I never knew what to make of the figures in the Birds’ Head Haggadah until I read Marc Michael Epstein’s recently published The Medieval Haggadah: Art, Narrative, and Religious Imagination. First of all, and perhaps most obviously, the birds are all Jews. Insofar as they appear in the Haggadah, Egyptians and angels are presented as faceless humanoids. I don’t think any of this has anything to do with the 2nd commandment’s putative prohibition against figurative representation. The plethora of ancient and medieval art with fully realized human figures should be proof that pre-modern Jews were nowhere near or not always as anxious of representation as modern Jewish philosophers writing in the wake of Lessing and Kant. Epstein’s sense is that this Haggadah, dating back to Mainz, Germany in the 13th century and rooted in Christian-Jewish polemics, was a product of a pietistic society.
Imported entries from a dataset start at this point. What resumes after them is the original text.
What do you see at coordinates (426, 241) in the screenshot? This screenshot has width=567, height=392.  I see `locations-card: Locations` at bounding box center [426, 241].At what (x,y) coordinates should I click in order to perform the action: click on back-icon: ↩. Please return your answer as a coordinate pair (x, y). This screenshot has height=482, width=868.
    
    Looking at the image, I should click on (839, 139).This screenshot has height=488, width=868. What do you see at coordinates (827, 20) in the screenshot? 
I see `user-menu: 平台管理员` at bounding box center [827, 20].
Epstein identifies 3 clusters of images: [1] historical, relating to the parting of brothers, Jacob and Esau, slavery in Egypt, [2] polemical-apologetic, relating to the abiding spiritual efficacy of the Passover sacrifice, in time and through time, as well as relating to the manna, it looks like eucharist, and the preparation of matzah, [3] eschatological vision.
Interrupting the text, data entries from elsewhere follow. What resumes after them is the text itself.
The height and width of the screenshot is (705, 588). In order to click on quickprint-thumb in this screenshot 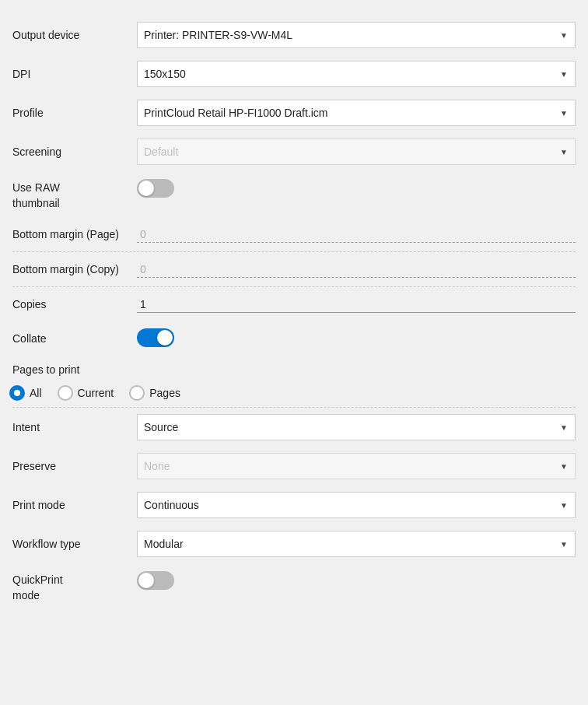, I will do `click(146, 580)`.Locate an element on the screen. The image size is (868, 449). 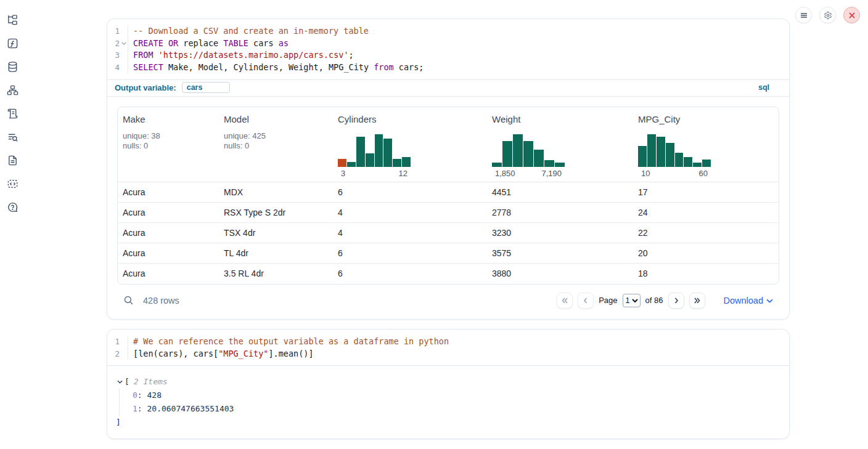
column-stats: unique: 38nulls: 0 is located at coordinates (168, 142).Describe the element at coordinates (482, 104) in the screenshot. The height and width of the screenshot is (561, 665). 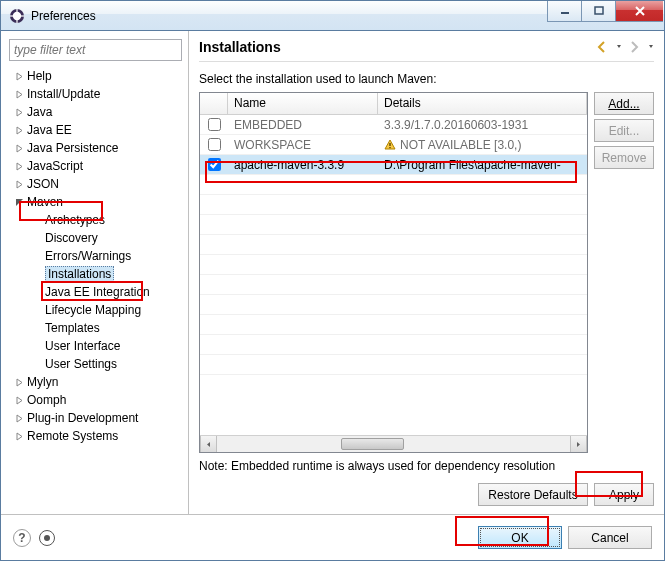
I see `column-details: Details` at that location.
So what’s with these birds, these Jewbirds, with their blond hair and beards, and the infamous Jew-hat worn only by high-status birds? Epstein is pretty sure that they are griffin-like figures, combining bird and lion-like features showing swiftness and boldness, emphasizing “the connection of Jews with the divine,” numinous and mysterious beings (p.57, 55). Egyptians and angels are one-dimensional beings, according to Epstein. “Their visible apparent manifestation is their only reality there is nothing beyond it. The Jews in the manuscript, however, are represented with countenances that reflect not their visible apparent reality, but their (cherubic) inner nature” (61).